→ **Exercise brief**: Return every record exactly. Omit nothing.

(Data extracted from a collection)
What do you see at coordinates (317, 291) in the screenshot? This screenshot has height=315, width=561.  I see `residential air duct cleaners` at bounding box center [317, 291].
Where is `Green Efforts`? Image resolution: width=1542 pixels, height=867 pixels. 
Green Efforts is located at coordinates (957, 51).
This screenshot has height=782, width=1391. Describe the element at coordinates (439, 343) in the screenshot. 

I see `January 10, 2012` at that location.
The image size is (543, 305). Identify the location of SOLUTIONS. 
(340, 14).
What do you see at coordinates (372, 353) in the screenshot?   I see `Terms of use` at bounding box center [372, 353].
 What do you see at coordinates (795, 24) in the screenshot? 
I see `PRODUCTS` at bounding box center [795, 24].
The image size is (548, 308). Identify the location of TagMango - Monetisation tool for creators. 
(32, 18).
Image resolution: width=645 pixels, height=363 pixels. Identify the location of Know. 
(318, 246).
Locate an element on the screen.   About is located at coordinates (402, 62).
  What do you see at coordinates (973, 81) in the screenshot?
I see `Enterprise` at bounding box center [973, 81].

→ **Task solution**:
What do you see at coordinates (317, 291) in the screenshot? This screenshot has height=315, width=561.  I see `residential air duct cleaners` at bounding box center [317, 291].
Where is `Green Efforts`? Image resolution: width=1542 pixels, height=867 pixels. 
Green Efforts is located at coordinates (957, 51).
This screenshot has height=782, width=1391. Describe the element at coordinates (439, 343) in the screenshot. 

I see `January 10, 2012` at that location.
The image size is (543, 305). Identify the location of SOLUTIONS. 
(340, 14).
What do you see at coordinates (372, 353) in the screenshot?   I see `Terms of use` at bounding box center [372, 353].
 What do you see at coordinates (795, 24) in the screenshot? 
I see `PRODUCTS` at bounding box center [795, 24].
The image size is (548, 308). Identify the location of TagMango - Monetisation tool for creators. 
(32, 18).
Image resolution: width=645 pixels, height=363 pixels. Identify the location of Know. 
(318, 246).
Locate an element on the screen.   About is located at coordinates (402, 62).
  What do you see at coordinates (973, 81) in the screenshot?
I see `Enterprise` at bounding box center [973, 81].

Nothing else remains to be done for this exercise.